Vol. 4 (2018): post(s) 4
Akademos

On Popular Music in Postcolonial Theory

Robin James
University of North Carolina at Charlotte
Bio

Published 2018-12-21

Keywords

  • Popular music,
  • race,
  • gender,
  • postcolonial theory,
  • coincidence

How to Cite

James, R. (2018). On Popular Music in Postcolonial Theory. Post(s), 4(1). https://doi.org/10.18272/posts.v4i1.1311

Abstract

This essay argues that while most scholars in this area treat music as an example of race, racial embodiment, and racial politics, this "example" model inaccurately treats each area (race, music, and sometimes gender) as a distinct discourse. If what is at stake in defining what constitutes music and what constitutes race is fundamentally the same issue "” the determination of the relationship between raced, colonized, or resonating bodies and the social forces which operate in, through, and on these bodies"” then the relationship between raced and resonating bodies is not so much exemplary or representative as it is what I call "coincident." While Angela Davis"™ Blues Legacies and Black Feminism (1998) explicitly examines the coincidence of gender, race, and class as it is "expressed" in the music of Ma Rainey, Bessie Smith, and Billie Holiday, it also implicitly begins to draw out the coincidence of gender, race, and class with the discourses and practices which came to constitute "the blues." Thus, I turn to this text as an instance of how the "example" model is transformed into a coincidental or conjectural model of the relationships among race, class, gender, and music. I have adopted the term "coincidence" to describe the relationships among race, gender, and music because it is a more accurate metaphor than the widely used and critiqued language of intersectionality.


* Exercise objective *
Match on the string "chart" in the entries below and return every matching line.

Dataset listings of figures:
______
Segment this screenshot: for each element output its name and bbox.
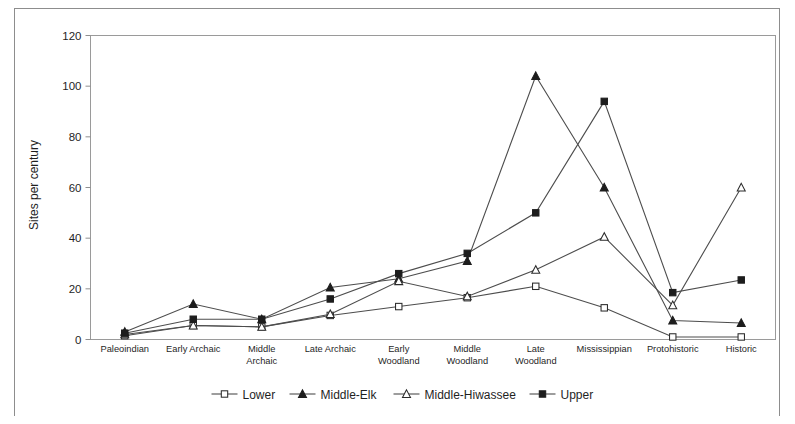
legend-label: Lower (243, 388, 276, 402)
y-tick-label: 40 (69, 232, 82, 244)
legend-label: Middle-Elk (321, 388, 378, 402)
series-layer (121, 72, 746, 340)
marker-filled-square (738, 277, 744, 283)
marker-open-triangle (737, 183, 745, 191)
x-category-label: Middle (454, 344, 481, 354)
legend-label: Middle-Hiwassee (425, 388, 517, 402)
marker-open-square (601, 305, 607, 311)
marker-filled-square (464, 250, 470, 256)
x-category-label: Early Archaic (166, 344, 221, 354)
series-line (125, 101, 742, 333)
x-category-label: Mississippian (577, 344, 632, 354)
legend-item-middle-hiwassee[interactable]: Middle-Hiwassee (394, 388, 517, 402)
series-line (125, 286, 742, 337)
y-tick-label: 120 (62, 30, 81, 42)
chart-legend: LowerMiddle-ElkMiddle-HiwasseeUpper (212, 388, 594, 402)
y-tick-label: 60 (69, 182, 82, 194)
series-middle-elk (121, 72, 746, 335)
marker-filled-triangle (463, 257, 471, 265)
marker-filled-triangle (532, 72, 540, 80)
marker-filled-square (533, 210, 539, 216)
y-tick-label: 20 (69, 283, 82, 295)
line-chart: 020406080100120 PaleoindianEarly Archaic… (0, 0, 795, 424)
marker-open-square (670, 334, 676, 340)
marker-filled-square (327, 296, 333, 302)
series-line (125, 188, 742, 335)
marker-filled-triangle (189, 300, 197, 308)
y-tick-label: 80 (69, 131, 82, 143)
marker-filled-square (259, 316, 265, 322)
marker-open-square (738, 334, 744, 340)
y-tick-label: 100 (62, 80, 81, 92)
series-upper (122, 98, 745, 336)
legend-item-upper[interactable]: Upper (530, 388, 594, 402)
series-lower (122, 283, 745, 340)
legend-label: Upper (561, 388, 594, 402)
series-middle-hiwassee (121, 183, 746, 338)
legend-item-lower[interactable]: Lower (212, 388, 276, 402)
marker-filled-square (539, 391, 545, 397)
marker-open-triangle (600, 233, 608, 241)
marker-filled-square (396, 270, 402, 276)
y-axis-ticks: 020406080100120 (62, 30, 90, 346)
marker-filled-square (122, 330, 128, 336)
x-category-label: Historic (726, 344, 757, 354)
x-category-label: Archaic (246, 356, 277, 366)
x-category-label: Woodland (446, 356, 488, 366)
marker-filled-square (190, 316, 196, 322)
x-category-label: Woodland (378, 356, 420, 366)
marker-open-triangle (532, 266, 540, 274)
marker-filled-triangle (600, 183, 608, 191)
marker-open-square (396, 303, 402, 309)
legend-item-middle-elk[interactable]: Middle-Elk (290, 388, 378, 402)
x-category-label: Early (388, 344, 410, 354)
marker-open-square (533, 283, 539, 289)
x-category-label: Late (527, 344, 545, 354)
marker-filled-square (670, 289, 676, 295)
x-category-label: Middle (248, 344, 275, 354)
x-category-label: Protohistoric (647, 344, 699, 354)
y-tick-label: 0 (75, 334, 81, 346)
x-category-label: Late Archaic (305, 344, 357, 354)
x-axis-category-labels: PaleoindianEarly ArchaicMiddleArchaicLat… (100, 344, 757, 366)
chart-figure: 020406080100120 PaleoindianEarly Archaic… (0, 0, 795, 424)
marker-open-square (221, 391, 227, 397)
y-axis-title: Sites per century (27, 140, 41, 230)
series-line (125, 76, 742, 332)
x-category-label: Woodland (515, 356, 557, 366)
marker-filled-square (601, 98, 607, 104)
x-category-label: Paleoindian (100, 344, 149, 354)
______
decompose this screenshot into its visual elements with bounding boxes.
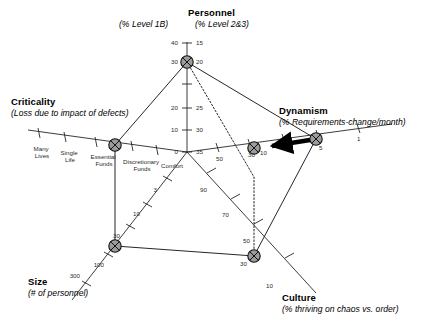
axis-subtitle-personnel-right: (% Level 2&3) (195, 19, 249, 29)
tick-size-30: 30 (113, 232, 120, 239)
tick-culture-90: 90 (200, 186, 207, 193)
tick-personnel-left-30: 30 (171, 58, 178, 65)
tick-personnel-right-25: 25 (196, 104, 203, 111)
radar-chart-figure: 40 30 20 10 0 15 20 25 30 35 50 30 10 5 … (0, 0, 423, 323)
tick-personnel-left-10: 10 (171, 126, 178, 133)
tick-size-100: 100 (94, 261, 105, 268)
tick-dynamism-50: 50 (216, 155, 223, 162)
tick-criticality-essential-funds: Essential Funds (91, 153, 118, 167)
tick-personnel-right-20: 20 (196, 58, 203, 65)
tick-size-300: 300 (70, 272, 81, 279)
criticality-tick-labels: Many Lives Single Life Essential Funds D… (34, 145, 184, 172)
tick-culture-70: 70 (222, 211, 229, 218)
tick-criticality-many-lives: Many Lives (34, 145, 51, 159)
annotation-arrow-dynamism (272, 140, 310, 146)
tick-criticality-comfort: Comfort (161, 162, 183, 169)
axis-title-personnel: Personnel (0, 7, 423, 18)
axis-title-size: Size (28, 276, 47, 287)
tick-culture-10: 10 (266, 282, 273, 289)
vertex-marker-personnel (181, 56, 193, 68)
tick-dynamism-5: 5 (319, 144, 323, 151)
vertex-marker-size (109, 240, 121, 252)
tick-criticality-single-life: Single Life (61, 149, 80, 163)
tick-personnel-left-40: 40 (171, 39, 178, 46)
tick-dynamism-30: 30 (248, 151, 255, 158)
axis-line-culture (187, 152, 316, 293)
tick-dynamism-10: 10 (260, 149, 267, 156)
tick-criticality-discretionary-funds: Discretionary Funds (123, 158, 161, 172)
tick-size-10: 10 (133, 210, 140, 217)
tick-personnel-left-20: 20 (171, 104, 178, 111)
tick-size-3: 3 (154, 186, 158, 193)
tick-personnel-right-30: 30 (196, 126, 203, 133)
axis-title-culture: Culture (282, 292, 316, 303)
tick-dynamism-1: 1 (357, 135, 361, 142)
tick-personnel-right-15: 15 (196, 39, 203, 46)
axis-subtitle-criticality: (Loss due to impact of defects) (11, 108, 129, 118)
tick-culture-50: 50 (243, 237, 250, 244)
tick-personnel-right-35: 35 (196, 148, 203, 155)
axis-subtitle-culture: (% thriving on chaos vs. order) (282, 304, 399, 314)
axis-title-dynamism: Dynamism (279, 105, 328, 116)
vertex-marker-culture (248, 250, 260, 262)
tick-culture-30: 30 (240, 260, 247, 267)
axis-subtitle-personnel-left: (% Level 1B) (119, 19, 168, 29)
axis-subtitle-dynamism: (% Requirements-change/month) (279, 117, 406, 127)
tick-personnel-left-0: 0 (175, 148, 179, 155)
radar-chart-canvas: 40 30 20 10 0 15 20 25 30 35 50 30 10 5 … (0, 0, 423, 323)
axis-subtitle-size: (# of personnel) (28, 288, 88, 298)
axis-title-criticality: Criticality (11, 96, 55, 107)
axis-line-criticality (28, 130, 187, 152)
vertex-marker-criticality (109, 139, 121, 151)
______
* Answer section *
chart-legend: LowerMiddle-ElkMiddle-HiwasseeUpper (212, 388, 594, 402)
line-chart: 020406080100120 PaleoindianEarly Archaic… (0, 0, 795, 424)
chart-figure: 020406080100120 PaleoindianEarly Archaic… (0, 0, 795, 424)
radar-chart-figure: 40 30 20 10 0 15 20 25 30 35 50 30 10 5 … (0, 0, 423, 323)
radar-chart-canvas: 40 30 20 10 0 15 20 25 30 35 50 30 10 5 … (0, 0, 423, 323)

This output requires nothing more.